Image source, Getty Images
Image caption, Jacob Devaney has started 11 Scottish Premiership games for St Mirren since joining on loan from Manchester United in February
On-loan Manchester United midfielder Jacob Devaney did not want a Scottish Premiership relegation play-off final to become part of his learning experience at St Mirren. The 18-year-old made that clear when he spoke exclusively to BBC Sport last week about his time in Paisley.
That scenario now seems likely, after St Mirren suffered a 3-0 home defeat to Kilmarnock at the weekend, leaving Craig McLeish’s side four points behind the Ayrshire club before Tuesday’s penultimate match of the season away to Aberdeen. If it happens, Devaney is expected to handle it with composure.
Devaney is a young man who knows his own mind. The Barnsley-born Republic of Ireland international went against his parent club’s wishes to accept the chance to join St Mirren for the second half of the season. While several teammates from Manchester United’s Under-21 side—which he captained in the first half of the campaign—have struggled for regular minutes during their own loan moves, Devaney has started for the 13th time against Kilmarnock. Interim manager Craig McLeish has trusted him to anchor the midfield despite his youth, just as predecessor Stephen Robinson did before moving to Aberdeen in March.
“St Mirren came about really late,” Devaney said of the deadline-day loan switch. “There had been conversations with Travis [Binnion, then in charge of United’s youth teams] and Stephen Torpey, the head of academy, who said I’d had a really positive start to the season and thought the next step was to go out on loan. I had somewhere else lined up, which the club wanted me to pursue, but when I heard about St Mirren, it was an opportunity I wanted to take. I’ve grown up having an eye on the Scottish league and I thought it would be a great opportunity. I’m happy with how it’s gone.”
Family Irish connections tend to make Celtic of interest, so it is a pleasant coincidence that the biggest away game Devaney has played in, and the biggest standalone match, came against Martin O’Neill’s side. Both games—in the Premiership and the Scottish Cup semi-final—ended in defeat, the former by a single goal, the latter after extra-time. But according to Devaney, the league game at Celtic Park felt familiar.
“It was the first game where we were driving up to the stadium and it reminded me a lot of Old Trafford,” he said. “When I went to games there as a kid, you’ve got the stalls with the scarfs and there’s hundreds of people outside the stadium watching you walk in. Playing in front of 60,000 is not something I had done before, but that was another thing that attracted me to this league. Once you get the first minute out the way and you’ve taken it all in, you blank it out. I’ve said that to my family, although they don’t quite understand how you can do that. For the level I want to go and play at, playing in front of crowds like that is obviously going to help.”
Image source, Getty Images
Image caption, Jacob Devaney was called up by the Republic of Ireland Under-21 squad in March
Devaney spent the first quarter of the season in central defence at United before switching to his preferred central midfield slot. He even started at full-back at times, which he believes is part of his United education.
“I see myself as a leader,” he said. “If you put me anywhere on the pitch, I’d like to think I’d go and do a job. Coming into United as an under-nine, you play a bit of everywhere; centre-back, right-back, centre-midfield in my case. It’s the way we are brought up, so we can all play in different positions.”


■ What to do
Whenever the word "Aberto" appears in a line of the data below, copy that line.

■ Entries from a dataset of interfaces
-*-
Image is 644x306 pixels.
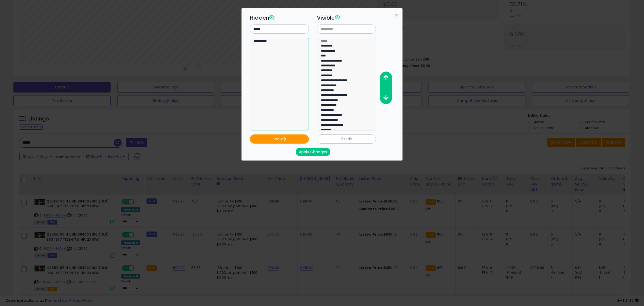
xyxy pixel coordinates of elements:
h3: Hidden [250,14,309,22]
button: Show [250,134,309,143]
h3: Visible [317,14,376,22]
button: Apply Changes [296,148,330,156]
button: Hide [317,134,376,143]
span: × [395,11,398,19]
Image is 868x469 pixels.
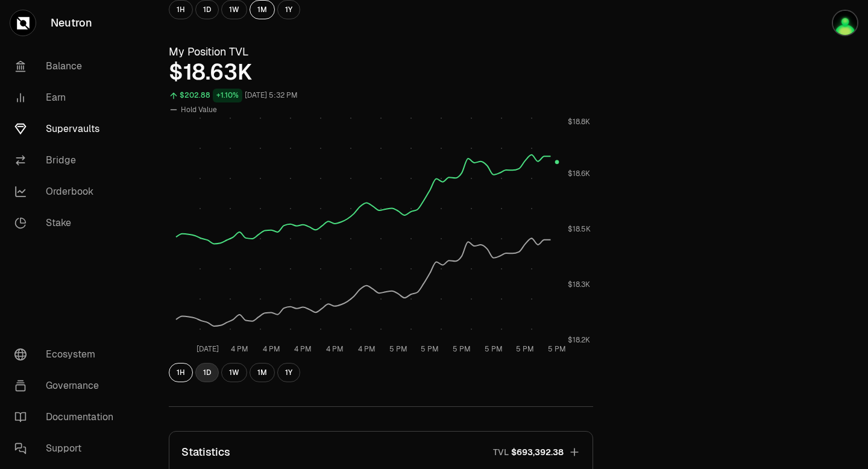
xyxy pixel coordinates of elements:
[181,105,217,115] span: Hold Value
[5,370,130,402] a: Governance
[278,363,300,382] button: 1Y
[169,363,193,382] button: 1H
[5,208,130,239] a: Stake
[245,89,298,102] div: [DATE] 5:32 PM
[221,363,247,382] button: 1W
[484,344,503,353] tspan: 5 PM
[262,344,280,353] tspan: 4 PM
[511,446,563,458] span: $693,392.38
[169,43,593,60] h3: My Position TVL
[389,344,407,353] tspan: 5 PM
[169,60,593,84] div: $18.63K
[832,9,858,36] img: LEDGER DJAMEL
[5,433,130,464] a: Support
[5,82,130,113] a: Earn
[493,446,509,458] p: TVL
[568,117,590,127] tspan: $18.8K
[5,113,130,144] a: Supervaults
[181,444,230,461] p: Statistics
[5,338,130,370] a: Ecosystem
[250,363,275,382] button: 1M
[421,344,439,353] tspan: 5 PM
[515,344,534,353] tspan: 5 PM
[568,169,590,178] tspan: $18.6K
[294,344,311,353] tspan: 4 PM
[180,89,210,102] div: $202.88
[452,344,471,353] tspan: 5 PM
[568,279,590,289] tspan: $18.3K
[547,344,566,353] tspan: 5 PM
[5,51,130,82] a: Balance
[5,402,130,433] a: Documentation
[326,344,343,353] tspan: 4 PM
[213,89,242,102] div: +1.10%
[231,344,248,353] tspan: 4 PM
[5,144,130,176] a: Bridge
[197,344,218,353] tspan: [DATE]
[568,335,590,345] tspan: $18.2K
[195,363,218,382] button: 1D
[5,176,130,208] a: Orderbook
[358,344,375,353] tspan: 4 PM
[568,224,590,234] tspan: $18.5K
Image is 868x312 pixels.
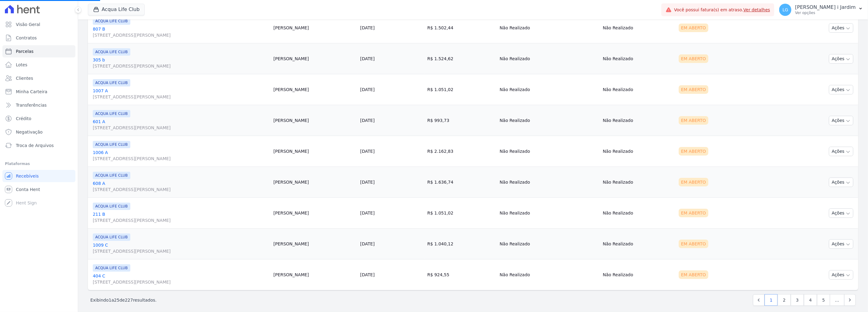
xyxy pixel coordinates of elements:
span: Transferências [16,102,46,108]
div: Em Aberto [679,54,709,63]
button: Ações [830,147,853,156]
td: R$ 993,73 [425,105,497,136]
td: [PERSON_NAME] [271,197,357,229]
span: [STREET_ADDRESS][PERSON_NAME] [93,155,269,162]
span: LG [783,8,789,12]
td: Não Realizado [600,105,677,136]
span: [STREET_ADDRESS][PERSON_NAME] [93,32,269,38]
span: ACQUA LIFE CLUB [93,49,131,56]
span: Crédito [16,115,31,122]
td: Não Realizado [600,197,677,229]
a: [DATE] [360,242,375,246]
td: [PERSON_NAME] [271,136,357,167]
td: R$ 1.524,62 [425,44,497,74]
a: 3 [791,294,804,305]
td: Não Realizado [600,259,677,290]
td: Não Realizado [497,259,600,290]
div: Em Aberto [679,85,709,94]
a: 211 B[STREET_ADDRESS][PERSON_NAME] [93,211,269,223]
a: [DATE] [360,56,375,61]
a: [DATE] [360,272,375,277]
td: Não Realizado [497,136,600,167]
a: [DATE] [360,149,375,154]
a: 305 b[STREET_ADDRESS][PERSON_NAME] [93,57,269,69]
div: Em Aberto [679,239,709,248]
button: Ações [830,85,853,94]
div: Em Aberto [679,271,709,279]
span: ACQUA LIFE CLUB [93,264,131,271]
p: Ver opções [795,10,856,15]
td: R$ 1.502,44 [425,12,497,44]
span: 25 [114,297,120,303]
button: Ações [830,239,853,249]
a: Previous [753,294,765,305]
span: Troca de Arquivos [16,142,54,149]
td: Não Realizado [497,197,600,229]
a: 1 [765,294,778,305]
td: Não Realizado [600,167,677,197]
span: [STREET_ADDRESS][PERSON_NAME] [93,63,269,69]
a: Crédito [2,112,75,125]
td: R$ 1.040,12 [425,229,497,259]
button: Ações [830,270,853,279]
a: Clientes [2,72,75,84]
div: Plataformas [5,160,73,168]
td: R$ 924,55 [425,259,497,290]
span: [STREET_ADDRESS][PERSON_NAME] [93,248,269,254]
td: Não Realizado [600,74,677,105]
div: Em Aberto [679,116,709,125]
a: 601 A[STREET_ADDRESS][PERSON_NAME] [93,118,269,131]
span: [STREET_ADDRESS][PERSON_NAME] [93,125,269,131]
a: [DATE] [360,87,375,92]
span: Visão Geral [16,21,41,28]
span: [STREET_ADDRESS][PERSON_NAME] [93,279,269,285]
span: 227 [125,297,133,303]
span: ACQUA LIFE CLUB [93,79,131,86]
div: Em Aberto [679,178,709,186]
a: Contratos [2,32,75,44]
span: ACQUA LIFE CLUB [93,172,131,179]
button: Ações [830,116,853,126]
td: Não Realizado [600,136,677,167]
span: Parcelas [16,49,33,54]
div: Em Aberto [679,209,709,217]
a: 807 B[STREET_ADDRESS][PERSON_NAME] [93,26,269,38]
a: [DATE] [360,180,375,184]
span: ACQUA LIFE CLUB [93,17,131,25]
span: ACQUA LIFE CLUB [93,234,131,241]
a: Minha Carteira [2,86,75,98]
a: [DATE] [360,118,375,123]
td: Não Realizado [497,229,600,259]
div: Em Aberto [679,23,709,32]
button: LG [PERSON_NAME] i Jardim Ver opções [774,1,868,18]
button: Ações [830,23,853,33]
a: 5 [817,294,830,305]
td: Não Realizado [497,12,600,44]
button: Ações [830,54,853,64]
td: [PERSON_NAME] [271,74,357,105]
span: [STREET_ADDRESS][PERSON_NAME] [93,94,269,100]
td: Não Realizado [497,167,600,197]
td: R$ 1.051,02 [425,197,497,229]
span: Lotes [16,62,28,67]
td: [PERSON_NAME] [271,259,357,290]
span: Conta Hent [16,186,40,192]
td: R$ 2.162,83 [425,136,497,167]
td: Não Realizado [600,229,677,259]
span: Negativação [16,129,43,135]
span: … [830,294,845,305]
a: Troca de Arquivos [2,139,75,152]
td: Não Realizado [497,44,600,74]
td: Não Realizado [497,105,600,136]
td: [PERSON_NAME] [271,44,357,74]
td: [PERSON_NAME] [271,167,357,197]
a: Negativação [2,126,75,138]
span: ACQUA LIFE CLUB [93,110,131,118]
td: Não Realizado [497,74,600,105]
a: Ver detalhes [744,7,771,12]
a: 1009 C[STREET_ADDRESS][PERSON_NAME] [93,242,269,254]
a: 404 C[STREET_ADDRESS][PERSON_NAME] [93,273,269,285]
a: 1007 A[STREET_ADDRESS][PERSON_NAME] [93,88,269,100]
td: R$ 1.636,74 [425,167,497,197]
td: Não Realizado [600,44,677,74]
-*-
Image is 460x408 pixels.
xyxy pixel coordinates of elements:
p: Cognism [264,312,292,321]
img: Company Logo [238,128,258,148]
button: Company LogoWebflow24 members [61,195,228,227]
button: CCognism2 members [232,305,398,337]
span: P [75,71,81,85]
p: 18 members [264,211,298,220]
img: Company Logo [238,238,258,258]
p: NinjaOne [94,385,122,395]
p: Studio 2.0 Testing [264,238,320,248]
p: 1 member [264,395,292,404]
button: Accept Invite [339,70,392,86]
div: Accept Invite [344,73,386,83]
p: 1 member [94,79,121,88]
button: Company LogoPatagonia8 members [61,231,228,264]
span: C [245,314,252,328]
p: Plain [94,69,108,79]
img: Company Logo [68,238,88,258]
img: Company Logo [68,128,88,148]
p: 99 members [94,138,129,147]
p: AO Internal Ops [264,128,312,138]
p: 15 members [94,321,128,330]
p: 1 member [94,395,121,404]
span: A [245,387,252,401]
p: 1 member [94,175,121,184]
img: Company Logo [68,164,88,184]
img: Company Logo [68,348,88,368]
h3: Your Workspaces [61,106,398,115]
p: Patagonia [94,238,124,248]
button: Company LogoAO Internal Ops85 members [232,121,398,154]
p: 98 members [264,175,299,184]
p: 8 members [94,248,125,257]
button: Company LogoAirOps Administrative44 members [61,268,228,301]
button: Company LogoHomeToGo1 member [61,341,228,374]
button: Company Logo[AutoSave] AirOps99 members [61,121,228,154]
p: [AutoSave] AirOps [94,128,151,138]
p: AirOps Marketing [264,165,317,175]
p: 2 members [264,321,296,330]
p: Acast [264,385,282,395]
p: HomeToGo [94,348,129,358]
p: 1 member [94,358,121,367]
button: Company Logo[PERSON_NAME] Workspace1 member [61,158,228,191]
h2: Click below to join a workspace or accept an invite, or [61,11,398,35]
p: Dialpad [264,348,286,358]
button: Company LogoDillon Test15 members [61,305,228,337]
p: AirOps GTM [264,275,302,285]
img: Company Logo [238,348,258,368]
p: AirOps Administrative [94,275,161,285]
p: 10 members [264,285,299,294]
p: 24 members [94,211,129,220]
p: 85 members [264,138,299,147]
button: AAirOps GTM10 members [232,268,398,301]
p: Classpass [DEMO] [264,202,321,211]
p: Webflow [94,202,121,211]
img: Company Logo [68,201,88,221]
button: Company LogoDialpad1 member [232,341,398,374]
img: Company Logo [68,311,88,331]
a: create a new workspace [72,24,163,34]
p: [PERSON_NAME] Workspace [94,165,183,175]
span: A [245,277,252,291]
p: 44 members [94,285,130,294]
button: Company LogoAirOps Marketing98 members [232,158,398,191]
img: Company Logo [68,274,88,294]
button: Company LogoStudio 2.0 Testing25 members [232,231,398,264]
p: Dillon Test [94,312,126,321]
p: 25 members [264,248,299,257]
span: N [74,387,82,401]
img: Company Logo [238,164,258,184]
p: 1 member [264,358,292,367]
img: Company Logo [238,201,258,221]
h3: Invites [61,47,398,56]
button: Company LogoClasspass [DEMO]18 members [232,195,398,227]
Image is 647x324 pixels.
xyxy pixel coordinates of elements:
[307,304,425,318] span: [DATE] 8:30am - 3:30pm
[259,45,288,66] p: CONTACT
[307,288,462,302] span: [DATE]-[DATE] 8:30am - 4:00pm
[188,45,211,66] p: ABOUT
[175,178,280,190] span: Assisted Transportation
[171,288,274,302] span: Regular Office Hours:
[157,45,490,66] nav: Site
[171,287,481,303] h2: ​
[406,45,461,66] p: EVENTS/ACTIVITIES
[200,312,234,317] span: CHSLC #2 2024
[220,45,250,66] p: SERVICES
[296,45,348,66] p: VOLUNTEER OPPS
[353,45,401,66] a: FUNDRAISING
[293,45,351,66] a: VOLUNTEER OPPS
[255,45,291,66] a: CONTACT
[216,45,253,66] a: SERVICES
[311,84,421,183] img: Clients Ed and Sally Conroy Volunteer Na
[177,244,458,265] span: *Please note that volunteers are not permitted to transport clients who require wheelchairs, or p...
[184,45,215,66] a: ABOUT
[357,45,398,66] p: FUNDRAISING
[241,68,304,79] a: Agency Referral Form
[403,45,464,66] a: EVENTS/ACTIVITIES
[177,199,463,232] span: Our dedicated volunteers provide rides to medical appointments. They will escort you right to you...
-*-
■ Response
div: Em Aberto [679,54,709,63]
div: Em Aberto [679,85,709,94]
div: Em Aberto [679,239,709,248]
div: Em Aberto [679,271,709,279]
div: Em Aberto [679,116,709,125]
div: Em Aberto [679,178,709,186]
div: Em Aberto [679,209,709,217]
div: Em Aberto [679,23,709,32]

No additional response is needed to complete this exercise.